God, be the Love to Search and Keep Me is a hymn by Richard Bruxvoort Hooligan (b. 1967), a composer and musician who teaches about music and spiritual formation. He writes in styles from chant to pop-rock. He is the owner of worldmaking.net and is currently working on a study of the Psalms at PsalmImmersion.com. Born in Minnesota, he studied at Luther College and United Theological Seminary. The hymn is a lorica – a song intended to be sung while dressing, arming oneself for battle, or traveling, as a protection against spiritual enemies. Christians have prayed in other forms for this kind of protection. Martin Luther, in the morning and evening prayers he included in the Small Catechism, asked God for the “evil foe” to have no power over him. A lorica may still mean this or something like it but its meaning is likely to be extended more generally to a prayer for the indwelling and surrounding of Christ with us on our daily journeys. Hooligan says that the tune for this hymn “started as a lullaby for our newborn son Sam.”
This morning’s postlude is a toccata by Jan Pieterszoon Sweelinck, Toccata (from Italian toccare, literally, “to touch”, with “toccata” being the action of touching) is a virtuoso piece of music typically for a keyboard or plucked string instrument featuring fast-moving, lightly fingered or otherwise virtuosic passages or sections, with or without imitative or fugal interludes, generally emphasizing the dexterity of the performer's fingers.

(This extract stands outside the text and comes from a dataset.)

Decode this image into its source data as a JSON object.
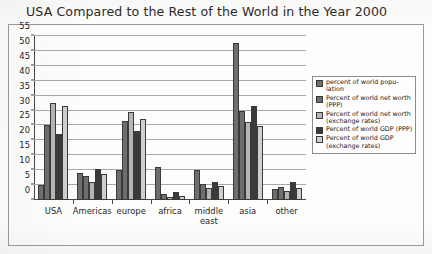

Sweelinck was a Dutch composer, organist, and pedagogue whose work straddled the end of the Renaissance and beginning of the Baroque eras. Many of his family were musicians – principally organists. He was the elder son of Peter Swybbertszdon and Elske Sweeling, he adopted his mother's family name. The assertion that he studied in Venice with Zarlino, the famous composerand theorist, is not supported by surviving evidence. His only known teachers besides his father were Jacob Buyck, pastor at the Oude Kerk, Amsterdam, and Jan Willemszoon Lossy, a counter- tenor and shawm player at Haarlem, who taught him not organ but composition. By 1580, and possibly as early as 1577, he was organist at the Oude Kerk; his duties there were probably to provide an hour of music twice daily in the church. He became famous for his brilliant improvisations at the organ and harpsichord. From this time onward he left Amsterdam only to inspect new organs and advise on repairs and restorations.
As a teacher, Sweelinck was influential and sought after, and his pupils were among the most highly regarded musicians of the time; they included Andreas Düben , Peter Hasse , Samuel Scheidt and Gottfried Scheidt , Paul Siefert , Ulrich Cernitz, Jacob Praetorius , and Johann Heinrich Scheidemann , founders of the so-called north German organ school of the 17th century. He was known in Germany as the “maker of organists”.